TREASON BY THE BOOK: Traitors, Conspirators and Guardians of an Emperor, by Jonathan Spence. London: Penguin Books, 2002, 302 pp. 7.99 UK pounds (paper)

In his short story "The Great Wall of China," Franz Kafka wonderfully evokes the enormity and complexity of imperial China by describing the travails of a messenger struggling to make his way out of the vast palace complex in Beijing to deliver a missive from the emperor. Though he sets out at once, "how vainly does he wear out his strength" as he pushes his way through the palace throng; "still he is only making his way through the chambers of the innermost palace"; still he is fighting his way down the stairways, and crossing the crowded courts; "and so on for thousands of years."

Indeed, as Jonathan Spence says in this remarkable new book, the emperor's court was so remote that for most Chinese it was "like the moon." This posed a problem since the emperor was supposed to rule, and ruling required communication and surveillance. A sophisticated reporting system was therefore utilized to keep him informed of events throughout the realm.

Such a system was particularly necessary because sedition was said to be rife in the land. The ruling Manchus had overthrown the Ming Dynasty some 80 years before, but even now dissidents were still being detected. One came to the attention of authorities in 1728, when an anonymous letter libeling Emperor Yongzheng was delivered to a government official in a remote province.

At once the mighty machinery of the bureaucracy began to grind, issuing reports, counter-reports, accountings and recountings in an attempt to locate the author of the letter. Spence, dean of Chinese scholars, has followed this paper trail, tracing it painstakingly from archive to archive to re-create the convoluted politics of the period.

So detailed is the trail that the author is rarely forced to use conjecture. Instead, every event, even the most unlikely, is recorded. In what other country could officials control the machinery necessary to trace a rumor to a group of chain-gang prisoners seen on a certain path at a certain time years earlier, and then check their files to place and interrogate each suspect?
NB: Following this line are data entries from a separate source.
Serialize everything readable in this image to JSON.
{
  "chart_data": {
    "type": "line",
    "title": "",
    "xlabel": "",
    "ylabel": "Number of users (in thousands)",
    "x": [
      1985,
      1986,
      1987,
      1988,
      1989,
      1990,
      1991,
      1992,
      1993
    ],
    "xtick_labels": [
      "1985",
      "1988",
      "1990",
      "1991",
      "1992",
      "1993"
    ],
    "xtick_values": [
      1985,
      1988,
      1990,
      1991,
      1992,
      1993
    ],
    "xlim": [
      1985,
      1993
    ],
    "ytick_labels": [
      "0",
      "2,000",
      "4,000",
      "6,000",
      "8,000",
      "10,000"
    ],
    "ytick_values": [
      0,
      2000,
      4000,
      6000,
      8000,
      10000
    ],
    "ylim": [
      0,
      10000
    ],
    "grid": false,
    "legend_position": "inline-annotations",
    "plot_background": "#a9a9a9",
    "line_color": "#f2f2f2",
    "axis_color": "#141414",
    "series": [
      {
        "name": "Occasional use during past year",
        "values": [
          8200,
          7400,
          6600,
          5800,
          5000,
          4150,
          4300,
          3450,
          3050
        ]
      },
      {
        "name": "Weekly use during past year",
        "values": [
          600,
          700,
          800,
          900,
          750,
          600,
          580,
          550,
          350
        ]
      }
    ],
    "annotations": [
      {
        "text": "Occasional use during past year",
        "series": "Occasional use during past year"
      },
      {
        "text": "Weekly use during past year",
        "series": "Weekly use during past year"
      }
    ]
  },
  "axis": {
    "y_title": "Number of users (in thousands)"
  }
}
Each move in the elaborate chesslike operation brings consequences both welcome and unwelcome, and throughout it all the emperor must balance what is good for his constituency with how he is perceived by his subjects.

Contrasted with this painstaking investigation and the assumption of logic and fairness are the atrocious punishments utilized by the state. Various kinds of presses were used to torment the extremities, and for treason itself slicing to death was the recommended punishment -- or, if the culprit were already dead, exhumation and immodest display of the remains of the long-dead delinquent.

Bribery was used to lessen the horror of these punishments. Families of the condemned could, for example, pay the executioner directly and he would give back the head of their loved one for proper burial with the body. The innocent offspring of those adjudged guilty were also often killed, incarcerated or sold into slavery, but those sentenced to death by strangulation could at least pay for the first twist of the rope to be the last.

As for slicing, one executioner is quoted: "If you satisfy me, I will stab you to the heart. Otherwise, even after your four limbs have been sliced away, your heart will still be beating."

It is the combination of literary elegance and barbaric cruelty that lends an irony to all of these machinations and gives the reader a kind of murder-mystery to unravel as spy turns against spy, sedition grows, and power pretends benevolence.

Spence chose to write the book entirely in the present tense, which gives it the kind of realism not often encountered in histories and also an instantaneous believability that is at the same time provisional -- just like life. The author of such extraordinary histories as "The Death of Woman Wang" and "Thek Cham's Great Continent," Spence has here given us one of his most persuasive works.